MAN RAY? I’LL WAIT UNTIL THEY MAKE A WOMAN RAY…: I’m watching a Netflixable thing called “Avant-Garde: Experimental Cinema of the 1920s and ’30s: Disc 1.” It’s three hours long and you couldn’t pay me to watch that much indie-film at once, so I’m taking it in bits and pieces. Here are some thoughts on the first six movies–all but two highly recommended. I make no attempt to provide accent marks, because “that’s the way Dad did it, that’s the way America does it, and it’s worked out pretty well so far!”
And also, I’m lazy.
Man Ray, “Le Retour a la raison”: This is a great teaser for the rest of the disc. It’s maybe two or three minutes long?–yet you’ll find yourself catching “future echoes” of everything from Sesame Street to Hitchcock. (Seriously, I’d need two hands to count the times this disc has reminded me of children’s television–from Pinwheel‘s opening sequence to 3-2-1-Contact‘s, from ZOOM‘s cheapness-equals-existentialism to Looney Toons‘ expressionism.)
The music, so far on every movie, has been amazing. It’s new–created for this release, I think?–and so it creates a completely new viewing experience from the one contemporary audiences would have had. But then, my experience would never be what a contemporary audience might’ve had; and this new experience is so fantabulous that I can’t wish it were different. I’d play this every day just for the music. Imagine… maybe the Raincoats, muddled with Herrmann, dragged a few feet leftward to Messaien, about a quarter-mile east toward Mozart, and a mile south toward Bizet??
Man Ray, “Emak-Bakia”: Suspense music plus adventure-movie visuals! Pilotesses in earflaps! Sheep and pigs! The ghosts of women’s legs stride out of a jeep again and again, memory, until they resolve into the Charleston. A lady has eyes painted on her eyelids. Daggone that’s uncanny.
White buildings and film-white skies.
Man Ray, “L’etoile de mer”: Surrealist sex! The clash of symbols (Cybele, Impressionism); perversity (she strips to her skivvies, then tells him to leave!); mad science; the permeable boundary between nature and culture. Oozy beauty.
I loved this like cake.
Man Ray, “Les Mysteres du chateau du De”: …The music is bouncy and hilarious, and for a long time this feels like a Beckettish, Goreyish comedy of meaninglessness. But then it settles down to portentous talk of MENE TEKEL UPHARSIN and Venus Astarte, and I can’t do it anymore. Fans of The Prisoner might like it more than I did. Also, I wonder how much the opening of The Exorcist owes to this piece–if anything.
Robert Florey Y U NOT MAN RAY?, “The Life and Death of 9413”: Bog-standard Hollywood disillusionment, barely redeemed by some lovely acting. MEH. If you’re enough of a film buff to watch this disc, you’re enough of a film buff to have seen this movie five times already, only better.
Someone I forget, “Menilmontant”: WOW, shivery horror piece. Fans of Heavenly Creatures, Doctor Faustus, and especially Picnic at Hanging Rock shouldn’t miss this. I felt like it lost steam relatively quickly, but there are some frightening moments here even in silent film, and I’d absolutely watch a remake of this. I’m not sure if it was genuinely a bit conventional for an “experimental” disc, or if it merely highlighted how many avant-garde techniques carried over into genre filmmaking. Highly recommended either way.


-- Action item --
Please repeat every entry, keeping each one exactly the same.
↓
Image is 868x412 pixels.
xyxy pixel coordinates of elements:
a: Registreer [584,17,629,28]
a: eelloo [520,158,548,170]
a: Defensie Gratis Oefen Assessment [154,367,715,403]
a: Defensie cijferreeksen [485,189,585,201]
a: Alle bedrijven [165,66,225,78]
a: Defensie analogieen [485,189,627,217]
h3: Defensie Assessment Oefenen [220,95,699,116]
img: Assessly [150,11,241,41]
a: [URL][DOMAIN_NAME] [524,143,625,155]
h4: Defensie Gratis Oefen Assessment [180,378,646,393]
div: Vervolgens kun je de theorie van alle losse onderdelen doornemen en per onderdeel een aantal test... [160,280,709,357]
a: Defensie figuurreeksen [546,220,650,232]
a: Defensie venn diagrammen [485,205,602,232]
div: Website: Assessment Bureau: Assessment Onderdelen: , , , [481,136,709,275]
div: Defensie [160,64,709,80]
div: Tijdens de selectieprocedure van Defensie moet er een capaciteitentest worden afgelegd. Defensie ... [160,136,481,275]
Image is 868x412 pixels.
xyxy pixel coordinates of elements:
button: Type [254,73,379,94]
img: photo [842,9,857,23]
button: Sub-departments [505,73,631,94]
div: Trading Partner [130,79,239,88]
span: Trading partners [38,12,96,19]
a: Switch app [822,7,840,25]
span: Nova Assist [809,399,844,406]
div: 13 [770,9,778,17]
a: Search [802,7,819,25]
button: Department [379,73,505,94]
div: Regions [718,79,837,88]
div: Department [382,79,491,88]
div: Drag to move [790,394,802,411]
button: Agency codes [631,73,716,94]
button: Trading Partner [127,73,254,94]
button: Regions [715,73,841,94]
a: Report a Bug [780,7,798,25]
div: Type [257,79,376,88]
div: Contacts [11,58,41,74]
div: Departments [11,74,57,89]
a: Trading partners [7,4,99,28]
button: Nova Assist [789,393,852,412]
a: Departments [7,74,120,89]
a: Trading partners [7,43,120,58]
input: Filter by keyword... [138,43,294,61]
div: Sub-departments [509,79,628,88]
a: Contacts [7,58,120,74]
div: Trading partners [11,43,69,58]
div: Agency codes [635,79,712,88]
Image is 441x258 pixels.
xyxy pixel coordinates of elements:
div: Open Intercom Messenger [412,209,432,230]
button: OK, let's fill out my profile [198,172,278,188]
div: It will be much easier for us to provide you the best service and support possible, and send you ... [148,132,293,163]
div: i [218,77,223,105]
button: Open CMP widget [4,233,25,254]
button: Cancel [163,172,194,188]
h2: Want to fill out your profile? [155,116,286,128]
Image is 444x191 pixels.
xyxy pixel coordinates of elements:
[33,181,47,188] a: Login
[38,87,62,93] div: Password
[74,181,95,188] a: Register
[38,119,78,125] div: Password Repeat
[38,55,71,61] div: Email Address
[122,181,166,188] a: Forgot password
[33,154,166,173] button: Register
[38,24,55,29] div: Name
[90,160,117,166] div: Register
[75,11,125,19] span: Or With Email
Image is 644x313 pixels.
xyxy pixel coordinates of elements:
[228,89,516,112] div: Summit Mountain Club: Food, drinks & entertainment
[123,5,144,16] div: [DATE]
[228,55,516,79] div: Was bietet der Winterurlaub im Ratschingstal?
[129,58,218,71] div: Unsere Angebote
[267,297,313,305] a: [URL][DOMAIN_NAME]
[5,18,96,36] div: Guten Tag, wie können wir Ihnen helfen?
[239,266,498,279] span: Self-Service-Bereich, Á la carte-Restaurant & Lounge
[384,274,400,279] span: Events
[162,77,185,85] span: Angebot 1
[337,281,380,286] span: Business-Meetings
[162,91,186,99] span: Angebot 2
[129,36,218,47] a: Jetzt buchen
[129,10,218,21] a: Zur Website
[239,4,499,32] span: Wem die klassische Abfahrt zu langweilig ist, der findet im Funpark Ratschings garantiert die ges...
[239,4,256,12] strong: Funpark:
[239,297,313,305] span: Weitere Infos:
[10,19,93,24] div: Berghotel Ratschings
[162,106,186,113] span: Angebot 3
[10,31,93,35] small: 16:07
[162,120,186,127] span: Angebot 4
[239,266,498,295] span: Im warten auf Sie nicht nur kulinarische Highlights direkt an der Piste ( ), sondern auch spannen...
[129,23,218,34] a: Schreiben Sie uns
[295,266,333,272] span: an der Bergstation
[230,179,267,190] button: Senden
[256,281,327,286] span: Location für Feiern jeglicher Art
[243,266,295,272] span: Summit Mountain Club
↑
-- Written response --
Image is 868x412 pixels.
xyxy pixel coordinates of elements:
a: Registreer [584,17,629,28]
a: eelloo [520,158,548,170]
a: Defensie Gratis Oefen Assessment [154,367,715,403]
a: Defensie cijferreeksen [485,189,585,201]
a: Alle bedrijven [165,66,225,78]
a: Defensie analogieen [485,189,627,217]
h3: Defensie Assessment Oefenen [220,95,699,116]
img: Assessly [150,11,241,41]
a: [URL][DOMAIN_NAME] [524,143,625,155]
h4: Defensie Gratis Oefen Assessment [180,378,646,393]
div: Vervolgens kun je de theorie van alle losse onderdelen doornemen en per onderdeel een aantal test... [160,280,709,357]
a: Defensie figuurreeksen [546,220,650,232]
a: Defensie venn diagrammen [485,205,602,232]
div: Website: Assessment Bureau: Assessment Onderdelen: , , , [481,136,709,275]
div: Defensie [160,64,709,80]
div: Tijdens de selectieprocedure van Defensie moet er een capaciteitentest worden afgelegd. Defensie ... [160,136,481,275]
Image is 868x412 pixels.
xyxy pixel coordinates of elements:
button: Type [254,73,379,94]
img: photo [842,9,857,23]
button: Sub-departments [505,73,631,94]
div: Trading Partner [130,79,239,88]
span: Trading partners [38,12,96,19]
a: Switch app [822,7,840,25]
span: Nova Assist [809,399,844,406]
div: 13 [770,9,778,17]
a: Search [802,7,819,25]
button: Department [379,73,505,94]
div: Regions [718,79,837,88]
div: Department [382,79,491,88]
div: Drag to move [790,394,802,411]
button: Agency codes [631,73,716,94]
button: Trading Partner [127,73,254,94]
button: Regions [715,73,841,94]
a: Report a Bug [780,7,798,25]
div: Type [257,79,376,88]
div: Contacts [11,58,41,74]
div: Departments [11,74,57,89]
a: Trading partners [7,4,99,28]
button: Nova Assist [789,393,852,412]
a: Departments [7,74,120,89]
a: Trading partners [7,43,120,58]
input: Filter by keyword... [138,43,294,61]
div: Sub-departments [509,79,628,88]
a: Contacts [7,58,120,74]
div: Trading partners [11,43,69,58]
div: Agency codes [635,79,712,88]
Image is 441x258 pixels.
xyxy pixel coordinates of elements:
div: Open Intercom Messenger [412,209,432,230]
button: OK, let's fill out my profile [198,172,278,188]
div: It will be much easier for us to provide you the best service and support possible, and send you ... [148,132,293,163]
div: i [218,77,223,105]
button: Open CMP widget [4,233,25,254]
button: Cancel [163,172,194,188]
h2: Want to fill out your profile? [155,116,286,128]
Image is 444x191 pixels.
xyxy pixel coordinates of elements:
[33,181,47,188] a: Login
[38,87,62,93] div: Password
[74,181,95,188] a: Register
[38,119,78,125] div: Password Repeat
[38,55,71,61] div: Email Address
[122,181,166,188] a: Forgot password
[33,154,166,173] button: Register
[38,24,55,29] div: Name
[90,160,117,166] div: Register
[75,11,125,19] span: Or With Email
Image is 644x313 pixels.
xyxy pixel coordinates of elements:
[228,89,516,112] div: Summit Mountain Club: Food, drinks & entertainment
[123,5,144,16] div: [DATE]
[228,55,516,79] div: Was bietet der Winterurlaub im Ratschingstal?
[129,58,218,71] div: Unsere Angebote
[267,297,313,305] a: [URL][DOMAIN_NAME]
[5,18,96,36] div: Guten Tag, wie können wir Ihnen helfen?
[239,266,498,279] span: Self-Service-Bereich, Á la carte-Restaurant & Lounge
[384,274,400,279] span: Events
[162,77,185,85] span: Angebot 1
[337,281,380,286] span: Business-Meetings
[162,91,186,99] span: Angebot 2
[129,36,218,47] a: Jetzt buchen
[129,10,218,21] a: Zur Website
[239,4,499,32] span: Wem die klassische Abfahrt zu langweilig ist, der findet im Funpark Ratschings garantiert die ges...
[239,4,256,12] strong: Funpark:
[239,297,313,305] span: Weitere Infos:
[10,19,93,24] div: Berghotel Ratschings
[162,106,186,113] span: Angebot 3
[10,31,93,35] small: 16:07
[162,120,186,127] span: Angebot 4
[239,266,498,295] span: Im warten auf Sie nicht nur kulinarische Highlights direkt an der Piste ( ), sondern auch spannen...
[129,23,218,34] a: Schreiben Sie uns
[295,266,333,272] span: an der Bergstation
[230,179,267,190] button: Senden
[256,281,327,286] span: Location für Feiern jeglicher Art
[243,266,295,272] span: Summit Mountain Club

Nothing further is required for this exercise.